When she had talked this way for some time, her aunt turned to her almost desperately. She did not want to say anything rash. But Nettie must be shown how inconsistent she was.

“Nettie,” said she, just as calmly as she had talked to Hiram, “you know that you and Hiram never wanted either me or Celia with you. You know that you consider me in the way, and that I am only good to work. I don’t say anything against that, for that may be true, but you know that you grudge me my home here, and that you are giving out to your friends that you are doing a great deal to care for me in my helpless old age, and that I am a burden. You know yourself whether that is quite fair, and whether I have not worked as hard as any woman could for my board and lodging. But that is not to the point. You have a perfect right to think so about me. It may be all true, and I cannot stop you in saying such things to outsiders, but I have a right to say whether I will be taken and disposed of as ifI was a piece of goods, and cared for as if I was a baby.

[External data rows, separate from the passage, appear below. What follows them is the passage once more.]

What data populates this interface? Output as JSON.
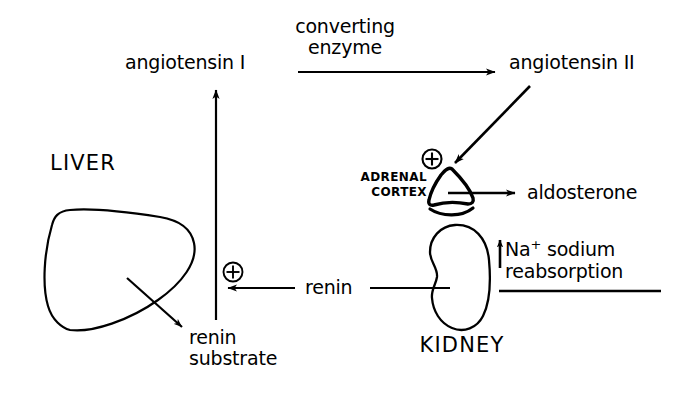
{
  "diagram": {
    "background_color": "#ffffff",
    "ink_color": "#000000",
    "nodes": {
      "angiotensin_1": "angiotensin I",
      "angiotensin_2": "angiotensin II",
      "converting_enzyme": "converting\nenzyme",
      "liver": "LIVER",
      "renin_substrate": "renin\nsubstrate",
      "renin": "renin",
      "kidney": "KIDNEY",
      "adrenal_cortex": "ADRENAL\nCORTEX",
      "aldosterone": "aldosterone",
      "sodium_reabsorption_line1_prefix": "Na",
      "sodium_reabsorption_line1_sup": "+",
      "sodium_reabsorption_line1_suffix": " sodium",
      "sodium_reabsorption_line2": "reabsorption",
      "plus_adrenal": "+",
      "plus_renin": "+"
    },
    "organ_shapes": {
      "liver_shape": "liver-outline",
      "kidney_shape": "kidney-bean-outline",
      "adrenal_shape": "adrenal-cap-outline"
    },
    "arrows": [
      {
        "name": "angiotensin1-to-angiotensin2",
        "label": "converting enzyme"
      },
      {
        "name": "angiotensin2-to-adrenal-cortex",
        "label": ""
      },
      {
        "name": "adrenal-cortex-to-aldosterone",
        "label": "aldosterone"
      },
      {
        "name": "kidney-to-renin",
        "label": "renin"
      },
      {
        "name": "renin-to-renin-substrate-stimulation",
        "label": "+"
      },
      {
        "name": "renin-substrate-to-angiotensin1",
        "label": ""
      },
      {
        "name": "liver-to-renin-substrate",
        "label": ""
      },
      {
        "name": "sodium-reabsorption-up-arrow",
        "label": "Na+ sodium reabsorption"
      }
    ]
  }
}
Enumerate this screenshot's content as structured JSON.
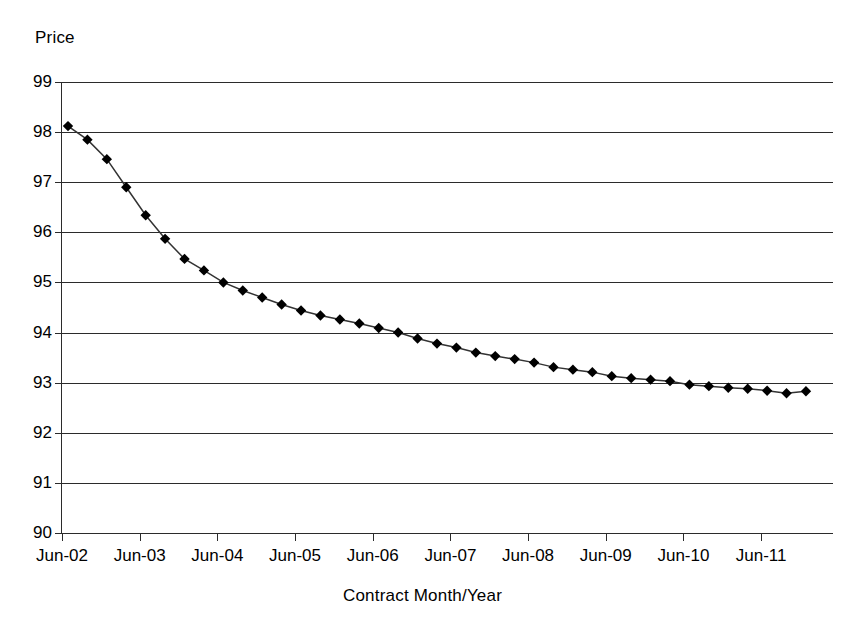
{
  "chart_data": {
    "type": "line",
    "title": "",
    "subtitle": "",
    "xlabel": "Contract Month/Year",
    "ylabel": "Price",
    "ylim": [
      90,
      99
    ],
    "y_ticks": [
      99,
      98,
      97,
      96,
      95,
      94,
      93,
      92,
      91,
      90
    ],
    "x_tick_labels": [
      "Jun-02",
      "Jun-03",
      "Jun-04",
      "Jun-05",
      "Jun-06",
      "Jun-07",
      "Jun-08",
      "Jun-09",
      "Jun-10",
      "Jun-11"
    ],
    "grid": true,
    "legend": null,
    "marker": "diamond",
    "marker_color": "#000000",
    "line_color": "#333333",
    "series": [
      {
        "name": "Price",
        "x": [
          "Jun-02",
          "Sep-02",
          "Dec-02",
          "Mar-03",
          "Jun-03",
          "Sep-03",
          "Dec-03",
          "Mar-04",
          "Jun-04",
          "Sep-04",
          "Dec-04",
          "Mar-05",
          "Jun-05",
          "Sep-05",
          "Dec-05",
          "Mar-06",
          "Jun-06",
          "Sep-06",
          "Dec-06",
          "Mar-07",
          "Jun-07",
          "Sep-07",
          "Dec-07",
          "Mar-08",
          "Jun-08",
          "Sep-08",
          "Dec-08",
          "Mar-09",
          "Jun-09",
          "Sep-09",
          "Dec-09",
          "Mar-10",
          "Jun-10",
          "Sep-10",
          "Dec-10",
          "Mar-11",
          "Jun-11",
          "Sep-11",
          "Dec-11"
        ],
        "values": [
          98.12,
          97.85,
          97.46,
          96.9,
          96.34,
          95.87,
          95.47,
          95.24,
          95.0,
          94.84,
          94.7,
          94.56,
          94.44,
          94.34,
          94.26,
          94.18,
          94.09,
          94.0,
          93.88,
          93.78,
          93.7,
          93.6,
          93.53,
          93.47,
          93.4,
          93.31,
          93.26,
          93.21,
          93.13,
          93.09,
          93.06,
          93.03,
          92.96,
          92.93,
          92.9,
          92.88,
          92.84,
          92.79,
          92.83
        ]
      }
    ]
  },
  "axes": {
    "y_title": "Price",
    "x_title": "Contract Month/Year"
  }
}
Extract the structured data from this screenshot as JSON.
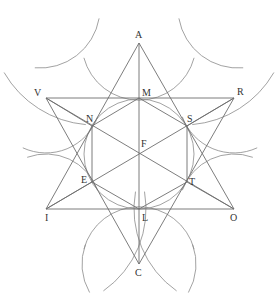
{
  "diagram": {
    "stroke_color": "#6e6e6e",
    "arc_color": "#8a8a8a",
    "label_color": "#333333",
    "points": {
      "A": {
        "label": "A",
        "x": 139,
        "y": 43
      },
      "V": {
        "label": "V",
        "x": 46,
        "y": 98
      },
      "R": {
        "label": "R",
        "x": 234,
        "y": 98
      },
      "M": {
        "label": "M",
        "x": 139,
        "y": 98
      },
      "N": {
        "label": "N",
        "x": 92,
        "y": 126
      },
      "S": {
        "label": "S",
        "x": 187,
        "y": 126
      },
      "F": {
        "label": "F",
        "x": 139,
        "y": 154
      },
      "E": {
        "label": "E",
        "x": 92,
        "y": 182
      },
      "T": {
        "label": "T",
        "x": 187,
        "y": 182
      },
      "I": {
        "label": "I",
        "x": 46,
        "y": 209
      },
      "L": {
        "label": "L",
        "x": 139,
        "y": 209
      },
      "O": {
        "label": "O",
        "x": 234,
        "y": 209
      },
      "C": {
        "label": "C",
        "x": 139,
        "y": 264
      }
    },
    "labels": [
      {
        "text": "A",
        "x": 135,
        "y": 38
      },
      {
        "text": "V",
        "x": 34,
        "y": 96
      },
      {
        "text": "M",
        "x": 142,
        "y": 96
      },
      {
        "text": "R",
        "x": 237,
        "y": 95
      },
      {
        "text": "N",
        "x": 86,
        "y": 122
      },
      {
        "text": "S",
        "x": 187,
        "y": 122
      },
      {
        "text": "F",
        "x": 141,
        "y": 147
      },
      {
        "text": "E",
        "x": 81,
        "y": 183
      },
      {
        "text": "T",
        "x": 189,
        "y": 185
      },
      {
        "text": "I",
        "x": 45,
        "y": 221
      },
      {
        "text": "L",
        "x": 142,
        "y": 221
      },
      {
        "text": "O",
        "x": 230,
        "y": 221
      },
      {
        "text": "C",
        "x": 135,
        "y": 276
      }
    ],
    "segments": [
      [
        "A",
        "I"
      ],
      [
        "A",
        "O"
      ],
      [
        "I",
        "O"
      ],
      [
        "V",
        "R"
      ],
      [
        "V",
        "C"
      ],
      [
        "R",
        "C"
      ],
      [
        "A",
        "C"
      ],
      [
        "V",
        "O"
      ],
      [
        "R",
        "I"
      ],
      [
        "V",
        "N"
      ],
      [
        "R",
        "S"
      ],
      [
        "I",
        "E"
      ],
      [
        "O",
        "T"
      ],
      [
        "N",
        "E"
      ],
      [
        "S",
        "T"
      ],
      [
        "M",
        "N"
      ],
      [
        "M",
        "S"
      ],
      [
        "L",
        "E"
      ],
      [
        "L",
        "T"
      ]
    ],
    "inscribed_circle": {
      "cx": 139,
      "cy": 154,
      "r": 55
    },
    "arcs": [
      {
        "name": "arc-top-left",
        "d": "M 40 43 Q 95 40 100 90 M 96 10 Q 80 40 92 126"
      },
      {
        "name": "arc-top-right",
        "d": "M 238 43 Q 183 40 178 90 M 183 10 Q 198 40 187 126"
      },
      {
        "name": "arc-left",
        "d": "M 12 143 Q 46 165 92 126 M 20 155 Q 60 135 92 182"
      },
      {
        "name": "arc-right",
        "d": "M 266 143 Q 232 165 187 126 M 258 155 Q 218 135 187 182"
      },
      {
        "name": "arc-bottom-left",
        "d": "M 38 262 Q 80 262 92 182 M 92 290 Q 80 230 139 209"
      },
      {
        "name": "arc-bottom-right",
        "d": "M 200 252 Q 180 230 187 182 M 193 275 Q 198 215 139 209"
      }
    ]
  }
}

I am not quite so infirm yet but that I can earn my living where I shall be more welcome. I thank the Lord that a way has been opened for me to go where I am wanted, but I must honestly tell you, Nettie, that I should have gone just the same if I had not known that you felt so, for I feel that my place is with Celia, if I can be with her. She is alone in the world. You have your husband and your children. She has nobody but me. I bear you no grudge, Nettie, and I think you will be happier with me away.” Then she went on packing and Nettie retreated to talk with her husband.

The result was a proposition that they should coax Celia to come home and live with them, and Nettie said a few nice things which she hoped would patch up aunt Hannah’s feelings, but aunt Hannah was firm, and would not even delay to write to Celia. She went diligently on with her preparations.

Gradually they settled down to the inevitable, and by the next noon had so far calmed down as to be able to ask some questions about the more definite details. Aunt Hannah had started out on an expedition very early in the morning without telling them where she was going, or without seeming to remember that there was breakfast to be gotten and cleared away. She seemed to be living by faith. She certainly ate nothing that morning. She visited a certain little house in a by-street where lived an old servant, Molly by name, who had declined the most earnest solicitations of Nettie to live with her at exceedingly small pay, and preferred to earn her living by doing fine ironing. She also visited the station, the telegraph office, the bank, and the expressman’s office, and then went back to her packing again. Later in the afternoon, she went out again and made a few calls, on the minister’s wife and the doctor’s wife and a few very dear friends, bidding them a quiet good-bye, for she wished to slip away without making any more talk than was necessary. But it was at the dinner-table that Celia’s whole plan was ferreted out by Nettie.

“Celia has bought a boarding-house!” exclaimed Nettie. “What an absurd idea! What does she or you either know about keeping boarders? You’ll both let them run right over you. You’ll get in debt the very first week. Why, aunt Hannah, you have no right to encourage Celia in such a scheme. She’s too young, anyway, to be away off there in a city without a guardian. She ought to be here. Hiram could manage her money and make it double itself in time, and if she really has as much as you say, she has plenty to live quite comfortably without doing anything. You ought to tell her so.”

BOOK: A Daily Rate
8.66Mb size Format: txt, pdf, ePub
ads

Other books

The Price of Faith by Rob J. Hayes
No Country: A Novel by Kalyan Ray
The Habsburg Cafe by Andrew Riemer
THE DEAL: Novel by Bvlgari, M. F.
The Sword of the Lady by Stirling, S. M.